Thursday, June 21, 2007

the email bud





Another flash chesnut from last century. Let's see if it plays. I imagined interactive animation was the coming thing. still waiting. click around in this piece.

it doesn't scale down so well, but maybe you'll get a laugh. The email was real...titled "not good."

I get a kick out of this one. Tomorrow I'll see if I can scale the text so you can read it okay. Tonight I have agility with Molly, and sheep herding in the morning.

after agility... pumped up from running the course with a most excellent German Shepherd. Found a bitmap of the original email, gotta show you:

7 comments:

Anonymous said...

This is wonderful. We want more.

Sally said...

I think interactive animation should be the coming thing. You are ahead of your time!

Anonymous said...

Who in hell is Erle? What is he talking about?

Sally said...

The original not good email came from nowhere- no idea who erle is/was. He must have gotten my address off my site.

Anonymous said...

I'm glad you cleared that up about the email. Fun new photo of you!

Linda Davick said...

"I imagined interactive animation was the coming thing. still waiting."

This has got to be because there aren't many people who have both
- imagination
- the concentration necessary to make the interactivity work
(I like to draw and eat snacks all day while using my head for a hat rack.)

Sally said...

It's just the way the digital hive keeps evolving, I think. buzzing this way, buzzing that way.

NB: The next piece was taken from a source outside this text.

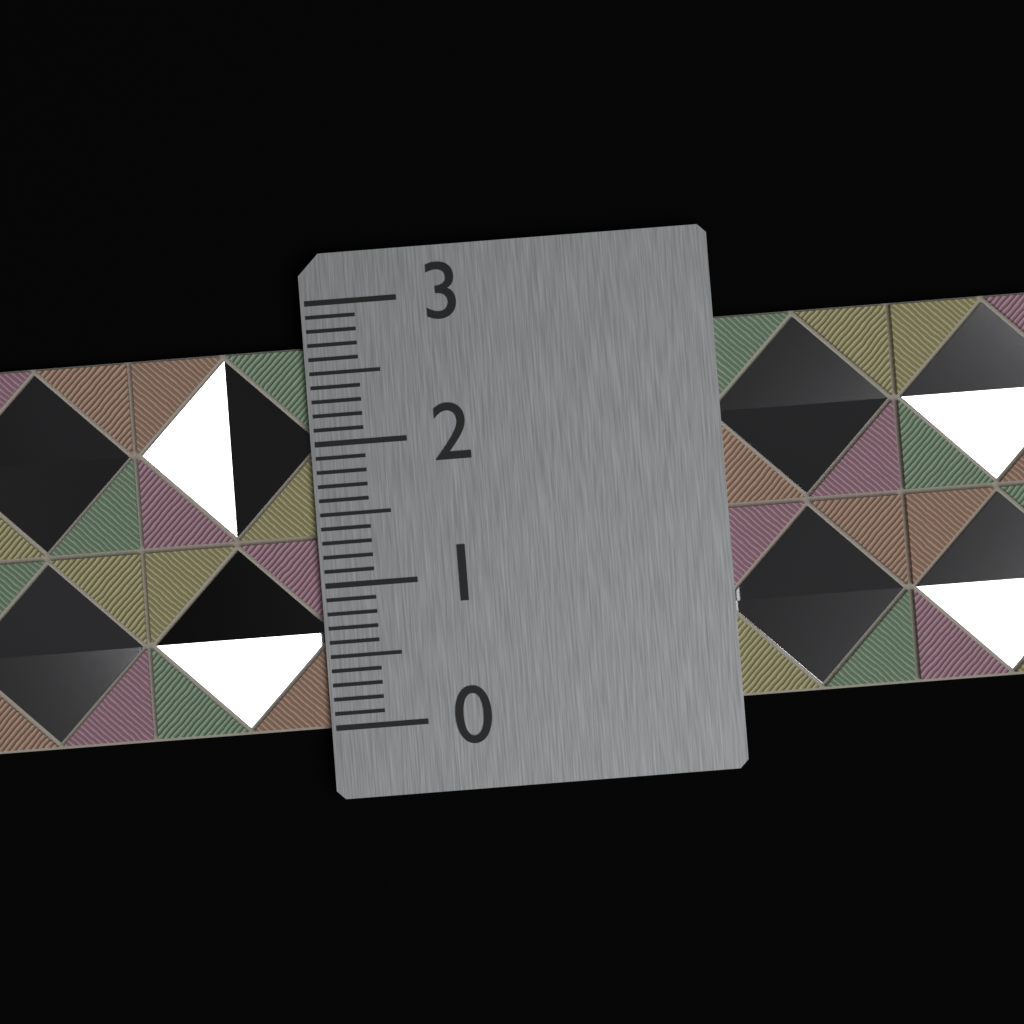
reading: 2.7 (no unit)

For instance, when I got my first computer and was trying to make sense of things, Macromedia Director was the hot program. It came with a dictionary of scripting terms in their language called "Lingo". The dictionary was bigger than the biggest phone book ever.

Director allowed you to do more extravagant interaction than any other program. It was MUCH more sophisticated than Flash. It was used to create many of the cd-rom games. (now passe.)

There used to be lots of examples on the web, using the Shockwave plug-in, but you see that pretty rarely these days, and when Adobe bought Macromedia they chose not to release a new version of Director.

I never learned "Lingo" in any depth, but it used natural speech commands (nouns and verbs) rather than the strange things in Flash today, so it was probably really satisfying to use once you got used to the concepts.

And DVDs aren't interactive, aside from just menu clicks.

Some new format/software will kick all these present formats into the bushes.